Although he is widely considered one of the best directors in the history of cinema and was nominated five times, the master of suspense never won an Oscar.

Hitchcock did receive the Irving G. Thalberg Memorial Award, but he was never recognized for individual achievement in a competitive Academy Award vote. The London-born director wasn’t knighted until 1980, “a matter of carelessness,” in his words.

While the Academy Awards have proven a great entertainment and marketing tool over the years, Hollywood often fails to recognize the truly great talent in its midst. As Leonard Maltin points out, Peter O’Toole was nominated eight times to no avail. Perhaps, as Annie Proulx once suggested, it’s a matter of class as much as taste.

Leonard Maltin in Reuters:

One can debate the victories and losses year by year, and often they are simply a matter of opinion.
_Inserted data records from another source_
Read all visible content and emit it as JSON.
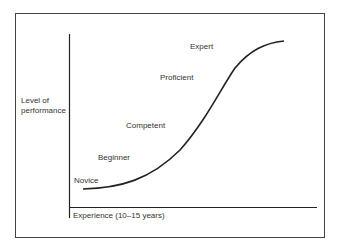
{
  "diagram": {
    "y_axis_label": "Level of performance",
    "y_axis_label_lines": [
      "Level of",
      "performance"
    ],
    "x_axis_label": "Experience (10–15 years)",
    "stages": [
      {
        "label": "Novice"
      },
      {
        "label": "Beginner"
      },
      {
        "label": "Competent"
      },
      {
        "label": "Proficient"
      },
      {
        "label": "Expert"
      }
    ],
    "curve": "S-shaped (sigmoid) learning curve",
    "colors": {
      "line": "#222222",
      "text": "#333333",
      "frame": "#444444"
    }
  }
}
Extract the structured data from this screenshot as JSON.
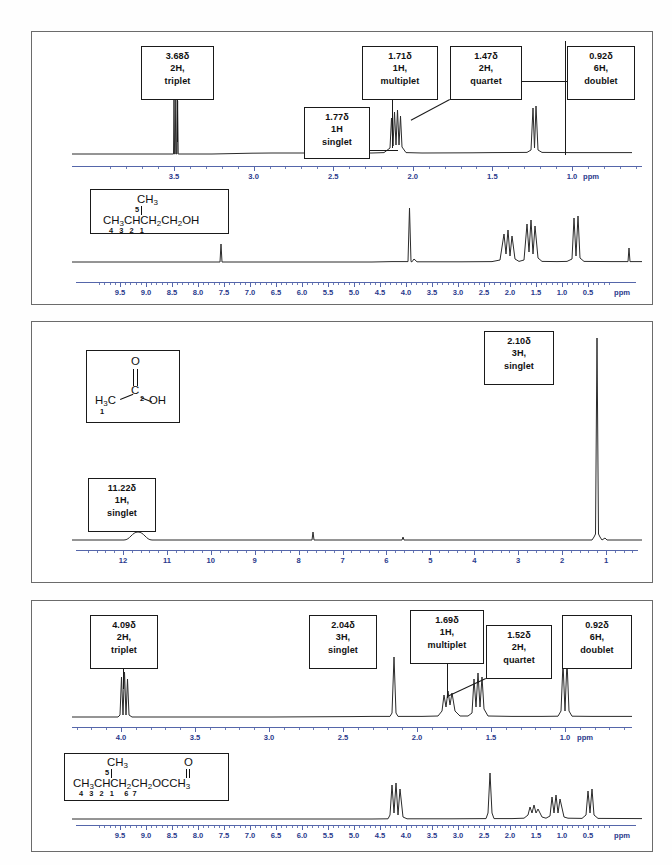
{
  "document": {
    "title": "1H NMR Spectra Comparison Worksheet",
    "panel_count": 3
  },
  "axis_common": {
    "ppm_label": "ppm"
  },
  "panels": [
    {
      "id": "panel-1",
      "name": "3-methyl-1-butanol",
      "structure": {
        "branch_label": "CH3",
        "branch_locant": "5",
        "main_chain": "CH3CHCH2CH2OH",
        "locants": [
          "4",
          "3",
          "2",
          "1"
        ]
      },
      "expanded_axis": {
        "ticks": [
          "3.5",
          "3.0",
          "2.5",
          "2.0",
          "1.5",
          "1.0"
        ],
        "ppm_label": "ppm"
      },
      "full_axis": {
        "ticks": [
          "9.5",
          "9.0",
          "8.5",
          "8.0",
          "7.5",
          "7.0",
          "6.5",
          "6.0",
          "5.5",
          "5.0",
          "4.5",
          "4.0",
          "3.5",
          "3.0",
          "2.5",
          "2.0",
          "1.5",
          "1.0",
          "0.5"
        ],
        "ppm_label": "ppm"
      },
      "callouts": [
        {
          "shift": "3.68δ",
          "protons": "2H,",
          "multiplicity": "triplet"
        },
        {
          "shift": "1.77δ",
          "protons": "1H",
          "multiplicity": "singlet"
        },
        {
          "shift": "1.71δ",
          "protons": "1H,",
          "multiplicity": "multiplet"
        },
        {
          "shift": "1.47δ",
          "protons": "2H,",
          "multiplicity": "quartet"
        },
        {
          "shift": "0.92δ",
          "protons": "6H,",
          "multiplicity": "doublet"
        }
      ]
    },
    {
      "id": "panel-2",
      "name": "acetic acid",
      "structure": {
        "methyl": "H3C",
        "carbonyl_oxygen": "O",
        "carbon": "C",
        "hydroxyl": "OH",
        "locants": [
          "1",
          "2"
        ]
      },
      "full_axis": {
        "ticks": [
          "12",
          "11",
          "10",
          "9",
          "8",
          "7",
          "6",
          "5",
          "4",
          "3",
          "2",
          "1"
        ],
        "ppm_label": ""
      },
      "callouts": [
        {
          "shift": "11.22δ",
          "protons": "1H,",
          "multiplicity": "singlet"
        },
        {
          "shift": "2.10δ",
          "protons": "3H,",
          "multiplicity": "singlet"
        }
      ]
    },
    {
      "id": "panel-3",
      "name": "isoamyl acetate",
      "structure": {
        "branch_label": "CH3",
        "branch_locant": "5",
        "carbonyl_oxygen": "O",
        "main_chain": "CH3CHCH2CH2OCCH3",
        "locants": [
          "4",
          "3",
          "2",
          "1",
          "6",
          "7"
        ]
      },
      "expanded_axis": {
        "ticks": [
          "4.0",
          "3.5",
          "3.0",
          "2.5",
          "2.0",
          "1.5",
          "1.0"
        ],
        "ppm_label": "ppm"
      },
      "full_axis": {
        "ticks": [
          "9.5",
          "9.0",
          "8.5",
          "8.0",
          "7.5",
          "7.0",
          "6.5",
          "6.0",
          "5.5",
          "5.0",
          "4.5",
          "4.0",
          "3.5",
          "3.0",
          "2.5",
          "2.0",
          "1.5",
          "1.0",
          "0.5"
        ],
        "ppm_label": "ppm"
      },
      "callouts": [
        {
          "shift": "4.09δ",
          "protons": "2H,",
          "multiplicity": "triplet"
        },
        {
          "shift": "2.04δ",
          "protons": "3H,",
          "multiplicity": "singlet"
        },
        {
          "shift": "1.69δ",
          "protons": "1H,",
          "multiplicity": "multiplet"
        },
        {
          "shift": "1.52δ",
          "protons": "2H,",
          "multiplicity": "quartet"
        },
        {
          "shift": "0.92δ",
          "protons": "6H,",
          "multiplicity": "doublet"
        }
      ]
    }
  ],
  "chart_data": [
    {
      "type": "line",
      "title": "3-methyl-1-butanol expanded 1H NMR",
      "xlabel": "ppm",
      "ylabel": "intensity",
      "xlim": [
        3.9,
        0.55
      ],
      "grid": false,
      "peaks": [
        {
          "ppm": 3.68,
          "height": 0.78,
          "assignment": "2H triplet"
        },
        {
          "ppm": 1.77,
          "height": 0.1,
          "assignment": "1H singlet (OH)"
        },
        {
          "ppm": 1.71,
          "height": 0.3,
          "assignment": "1H multiplet"
        },
        {
          "ppm": 1.47,
          "height": 0.47,
          "assignment": "2H quartet"
        },
        {
          "ppm": 0.92,
          "height": 0.74,
          "assignment": "6H doublet"
        }
      ]
    },
    {
      "type": "line",
      "title": "3-methyl-1-butanol full 1H NMR",
      "xlabel": "ppm",
      "ylabel": "intensity",
      "xlim": [
        10.0,
        0.0
      ],
      "grid": false,
      "peaks": [
        {
          "ppm": 7.26,
          "height": 0.12,
          "assignment": "solvent"
        },
        {
          "ppm": 3.68,
          "height": 0.86,
          "assignment": "2H triplet"
        },
        {
          "ppm": 1.71,
          "height": 0.3,
          "assignment": "1H multiplet"
        },
        {
          "ppm": 1.47,
          "height": 0.42,
          "assignment": "2H quartet"
        },
        {
          "ppm": 0.92,
          "height": 0.68,
          "assignment": "6H doublet"
        },
        {
          "ppm": 0.0,
          "height": 0.14,
          "assignment": "TMS"
        }
      ]
    },
    {
      "type": "line",
      "title": "acetic acid full 1H NMR",
      "xlabel": "ppm",
      "ylabel": "intensity",
      "xlim": [
        12.6,
        0.4
      ],
      "grid": false,
      "peaks": [
        {
          "ppm": 11.22,
          "height": 0.05,
          "assignment": "1H singlet (COOH, broad)"
        },
        {
          "ppm": 7.26,
          "height": 0.05,
          "assignment": "solvent"
        },
        {
          "ppm": 5.0,
          "height": 0.03,
          "assignment": "trace"
        },
        {
          "ppm": 2.1,
          "height": 0.95,
          "assignment": "3H singlet"
        }
      ]
    },
    {
      "type": "line",
      "title": "isoamyl acetate expanded 1H NMR",
      "xlabel": "ppm",
      "ylabel": "intensity",
      "xlim": [
        4.35,
        0.6
      ],
      "grid": false,
      "peaks": [
        {
          "ppm": 4.09,
          "height": 0.55,
          "assignment": "2H triplet"
        },
        {
          "ppm": 2.04,
          "height": 0.88,
          "assignment": "3H singlet"
        },
        {
          "ppm": 1.69,
          "height": 0.22,
          "assignment": "1H multiplet"
        },
        {
          "ppm": 1.52,
          "height": 0.4,
          "assignment": "2H quartet"
        },
        {
          "ppm": 0.92,
          "height": 0.8,
          "assignment": "6H doublet"
        }
      ]
    },
    {
      "type": "line",
      "title": "isoamyl acetate full 1H NMR",
      "xlabel": "ppm",
      "ylabel": "intensity",
      "xlim": [
        10.0,
        0.0
      ],
      "grid": false,
      "peaks": [
        {
          "ppm": 4.09,
          "height": 0.6,
          "assignment": "2H triplet"
        },
        {
          "ppm": 2.04,
          "height": 0.9,
          "assignment": "3H singlet"
        },
        {
          "ppm": 1.69,
          "height": 0.18,
          "assignment": "1H multiplet"
        },
        {
          "ppm": 1.52,
          "height": 0.3,
          "assignment": "2H quartet"
        },
        {
          "ppm": 0.92,
          "height": 0.5,
          "assignment": "6H doublet"
        }
      ]
    }
  ]
}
I was not a particular fan of “A Beautiful Mind” or “Chicago,” which earned trophies at the beginning of the last decade, and I’ve met many people who don’t care for “Crash,” the Best Picture winner of 2005. That was the year that most pundits predicted a win for “Brokeback Mountain,” and in a rare instance of candor (and questionable sportsmanship), author Annie Proulx accused the Academy of not having the guts to honor a film about gay cowboys — even though the film did earn three major awards.

“We should have known conservative heffalump Academy voters would have rather different ideas of what was stirring contemporary culture,” she wrote in the Guardian. “Roughly 6,000 film industry voters, most in the Los Angeles area, many living cloistered lives behind wrought-iron gates or in deluxe rest-homes, out of touch not only with the shifting larger culture and the yeasty ferment that is America these days, but also out of touch with their own segregated city, decide which films are good.”